The magazine concentrated mostly on exotic or historical adventure, including Westerns, and during the war years on war stories, and it only occasionally ran anything close to science fiction. Indeed, Hoffman had a policy against publishing anything overtly fantastic. It is noticeable, though, that under his predecessor, Adventure responded to the general worldwide interest in the potential of aircraft and portrayed super-planes in "The Sword Edge of Chance" (December 1910) by Donovan Bayley (1881-1939) and in the Grey Ghost series by Muriel A Pollexfen, a cousin of W B Yeats, already published in England as The Grey Ghost (coll of linked stories 1910) and run in Adventure, April-September 1911. Adventure also published a number of Lost Race stories and serials, a theme still highly popular at that time. These include "The Adventurers" (January-April 1915; 1915 as Wings of Danger) by Arthur A Nelson, with an East African kingdom descended from the Vikings, and "The City of Baal" (mid-January 1921) by Charles Beadle, with a lost Phoenician kingdom in Zimbabwe.

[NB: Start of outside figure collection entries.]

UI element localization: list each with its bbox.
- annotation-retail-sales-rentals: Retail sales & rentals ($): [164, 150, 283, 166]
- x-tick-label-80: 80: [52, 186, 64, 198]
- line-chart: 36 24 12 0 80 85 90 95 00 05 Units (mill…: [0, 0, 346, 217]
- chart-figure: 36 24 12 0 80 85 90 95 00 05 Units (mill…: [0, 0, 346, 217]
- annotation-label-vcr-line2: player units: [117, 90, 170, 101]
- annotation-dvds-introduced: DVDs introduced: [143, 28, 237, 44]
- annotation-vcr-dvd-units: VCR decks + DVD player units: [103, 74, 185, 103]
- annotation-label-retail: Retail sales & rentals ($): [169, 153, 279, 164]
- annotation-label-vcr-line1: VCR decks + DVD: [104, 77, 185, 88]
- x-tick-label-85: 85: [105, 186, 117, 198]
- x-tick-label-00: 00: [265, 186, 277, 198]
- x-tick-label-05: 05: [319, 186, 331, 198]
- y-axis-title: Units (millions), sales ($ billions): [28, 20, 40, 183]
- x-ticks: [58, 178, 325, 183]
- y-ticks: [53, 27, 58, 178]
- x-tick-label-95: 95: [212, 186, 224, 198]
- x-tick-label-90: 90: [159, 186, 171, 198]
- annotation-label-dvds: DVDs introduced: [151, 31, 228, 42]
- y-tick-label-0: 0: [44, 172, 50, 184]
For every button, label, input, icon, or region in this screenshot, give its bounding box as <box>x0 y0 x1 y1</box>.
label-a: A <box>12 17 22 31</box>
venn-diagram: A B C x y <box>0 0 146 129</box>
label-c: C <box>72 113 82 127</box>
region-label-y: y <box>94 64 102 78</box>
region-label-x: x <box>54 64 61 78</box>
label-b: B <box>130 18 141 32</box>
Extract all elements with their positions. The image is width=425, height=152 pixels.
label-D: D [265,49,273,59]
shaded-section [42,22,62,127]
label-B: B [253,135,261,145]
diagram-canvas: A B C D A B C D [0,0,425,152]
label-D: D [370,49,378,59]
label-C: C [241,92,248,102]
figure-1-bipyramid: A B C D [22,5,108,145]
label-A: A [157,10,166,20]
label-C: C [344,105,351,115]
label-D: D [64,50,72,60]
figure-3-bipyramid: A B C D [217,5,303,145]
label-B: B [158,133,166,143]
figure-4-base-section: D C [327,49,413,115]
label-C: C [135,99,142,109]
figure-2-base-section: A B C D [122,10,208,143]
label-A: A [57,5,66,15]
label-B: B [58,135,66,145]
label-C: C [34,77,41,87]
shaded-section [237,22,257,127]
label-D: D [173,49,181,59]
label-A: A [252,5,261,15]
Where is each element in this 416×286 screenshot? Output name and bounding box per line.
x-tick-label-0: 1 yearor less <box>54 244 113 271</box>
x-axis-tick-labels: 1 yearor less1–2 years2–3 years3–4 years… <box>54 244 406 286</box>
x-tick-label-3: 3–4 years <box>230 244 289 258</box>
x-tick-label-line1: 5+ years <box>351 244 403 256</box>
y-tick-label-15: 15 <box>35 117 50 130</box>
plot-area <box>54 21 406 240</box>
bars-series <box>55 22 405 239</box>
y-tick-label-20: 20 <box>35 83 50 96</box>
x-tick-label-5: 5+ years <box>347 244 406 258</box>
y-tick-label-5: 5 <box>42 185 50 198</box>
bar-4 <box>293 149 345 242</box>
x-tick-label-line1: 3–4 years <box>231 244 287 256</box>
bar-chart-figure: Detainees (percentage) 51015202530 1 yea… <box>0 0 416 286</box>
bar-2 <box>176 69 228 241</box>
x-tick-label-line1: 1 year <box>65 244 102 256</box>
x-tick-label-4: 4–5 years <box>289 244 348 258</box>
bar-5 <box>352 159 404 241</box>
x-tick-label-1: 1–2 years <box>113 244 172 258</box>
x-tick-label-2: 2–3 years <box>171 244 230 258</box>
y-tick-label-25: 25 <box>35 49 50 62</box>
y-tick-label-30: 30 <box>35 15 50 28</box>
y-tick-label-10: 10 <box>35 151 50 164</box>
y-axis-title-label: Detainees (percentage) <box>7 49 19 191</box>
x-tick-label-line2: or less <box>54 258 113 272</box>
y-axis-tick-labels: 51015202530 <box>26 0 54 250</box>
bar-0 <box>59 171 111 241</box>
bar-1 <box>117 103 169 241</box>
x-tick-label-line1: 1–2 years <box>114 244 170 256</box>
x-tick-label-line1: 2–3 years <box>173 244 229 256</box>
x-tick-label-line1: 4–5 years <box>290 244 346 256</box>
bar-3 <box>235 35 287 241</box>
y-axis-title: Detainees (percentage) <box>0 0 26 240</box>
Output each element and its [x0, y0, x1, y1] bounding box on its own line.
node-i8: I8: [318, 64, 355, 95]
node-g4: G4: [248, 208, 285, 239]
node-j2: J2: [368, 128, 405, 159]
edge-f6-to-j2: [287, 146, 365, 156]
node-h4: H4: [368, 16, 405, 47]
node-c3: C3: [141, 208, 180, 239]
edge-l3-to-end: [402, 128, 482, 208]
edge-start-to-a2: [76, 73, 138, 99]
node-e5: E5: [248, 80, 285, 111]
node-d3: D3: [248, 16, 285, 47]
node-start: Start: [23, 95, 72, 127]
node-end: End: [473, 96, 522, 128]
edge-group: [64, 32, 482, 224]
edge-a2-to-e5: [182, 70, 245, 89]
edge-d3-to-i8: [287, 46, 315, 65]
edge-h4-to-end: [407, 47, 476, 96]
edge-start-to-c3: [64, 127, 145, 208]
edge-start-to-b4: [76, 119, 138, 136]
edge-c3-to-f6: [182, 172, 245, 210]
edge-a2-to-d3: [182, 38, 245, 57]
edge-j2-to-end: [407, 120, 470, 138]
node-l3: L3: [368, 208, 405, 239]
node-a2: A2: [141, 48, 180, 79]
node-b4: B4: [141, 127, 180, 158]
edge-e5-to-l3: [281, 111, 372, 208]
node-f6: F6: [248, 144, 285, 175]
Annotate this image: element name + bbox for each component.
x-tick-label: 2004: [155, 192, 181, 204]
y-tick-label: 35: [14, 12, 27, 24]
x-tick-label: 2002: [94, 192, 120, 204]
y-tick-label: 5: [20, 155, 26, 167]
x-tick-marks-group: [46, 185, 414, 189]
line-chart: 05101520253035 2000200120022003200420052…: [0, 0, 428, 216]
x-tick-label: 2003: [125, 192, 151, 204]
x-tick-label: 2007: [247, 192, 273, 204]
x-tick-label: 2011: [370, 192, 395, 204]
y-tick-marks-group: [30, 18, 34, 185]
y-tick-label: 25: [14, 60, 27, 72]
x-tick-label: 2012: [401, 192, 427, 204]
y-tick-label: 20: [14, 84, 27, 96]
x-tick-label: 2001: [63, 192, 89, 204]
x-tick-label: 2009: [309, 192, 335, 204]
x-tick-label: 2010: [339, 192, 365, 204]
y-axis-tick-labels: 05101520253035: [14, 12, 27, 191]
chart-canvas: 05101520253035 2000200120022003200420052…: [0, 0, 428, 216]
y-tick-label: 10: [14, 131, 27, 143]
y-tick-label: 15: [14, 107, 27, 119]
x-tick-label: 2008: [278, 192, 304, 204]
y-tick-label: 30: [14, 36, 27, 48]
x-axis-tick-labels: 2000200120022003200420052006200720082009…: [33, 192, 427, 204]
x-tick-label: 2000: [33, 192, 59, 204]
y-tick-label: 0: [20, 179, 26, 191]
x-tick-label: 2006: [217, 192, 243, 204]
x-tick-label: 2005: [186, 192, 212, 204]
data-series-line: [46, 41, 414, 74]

Two writers, though, Talbot Mundy and T S Stribling, were head and shoulders above the others in their depiction of lost, and often more advanced races. Mundy was one of Adventure's prize contributors, indeed the magazine had made his reputation, and many of his novels and stories, a high proportion of which are set in remote corners of the world or outposts of Empire, involve some element of advanced or occult science. Notable serials, in his JimGrim series, include "Khufu's Real Tomb" (10 October 1922; 1933 as The Mystery of Khufu's Tomb); "The Gray Mahatma" (10 November 1922; 1924 as Caves of Terror), The Nine Unknown (20 March-30 April 1923; 1924); "Om" (10 October-30 November 1924; 1924 as Om: The Secret of Ahbor Valley), and "King of the World" (15 November 1930-15 February 1931; 1931 as Jimgrim).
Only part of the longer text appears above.